Due to the prevalence of citrullination in disease, there are a variety of PAD inhibitors in development. Wang et al. [46] developed a PAD4 inhibitor to target cancer cells that overexpressed PAD4. They found that the compound YW3-56, which they designed and synthesized, inhibited cancerous cell growth in both human osteosarcoma cells (U2OS) and mouse sarcoma cells (S-180). Wang et al. note that PAD4 may not be a suitable cancer therapy target as it is expressed in multiple cell types and is essential in the innate immune response. Another PAD inhibitor is Cl-amidine [47], which is an irreversible inhibitor of all PAD enzymes. Treatment of mice with collagen-induced arthritis showed a decrease in clinical disease activity and also in the levels of detected citrulli- nated proteins. Cl-amidine has also been tested on lupus-prone mice [48]. The formation of NETs in lupus-prone mice can result in vascular damage and decreased life expectancy [49]. Treatment with Cl-amidine resulted in less NET formation and protected against other lupus-related damage.
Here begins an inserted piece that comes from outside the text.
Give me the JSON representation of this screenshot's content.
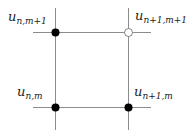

Cl-amidine has a lethal effect on mouse embryos [50]. Two-cell mouse embryos cultured in 200 pM Cl-amidine showed complete arrested development at eight cells.

Currently the clinical method for identification of citrullination as part of disease diagnosis is to use synthetic cyclic citrullinated peptides (CCPs) [51]. ACPAs bind to the CCP in an enzyme-linked immunosorbent assay (ELISA), resulting in detection. The body produces ACPAs when proteins are citrulli- nated. The protein tertiary structure changes sufficiently, such that it is detected as an antigen. ACPAs were first associated with RA in the 1970s when antibody activity against keratin [52] was investigated. It was determined that the keratin was citrullinated. In 2007, a study by Coenen et al. [53] compared the sensitivity and specificity of ACPA detection for RA. From six commercially available antibody tests, it was found that the sensitivity was between 69.6% and 77.5% and the specificity was between 87.8% and 96.4%. A systematic review in 2011 by Taylor et al. [54] highlighted the variability in results from CCP and ACPA tests. Compiling analyses from 56 studies, CCP was found to have 68% sensitivity and 95% specificity. From 29 similar studies of ACPA tests, 60% specificity and 79% sensitivity were calculated.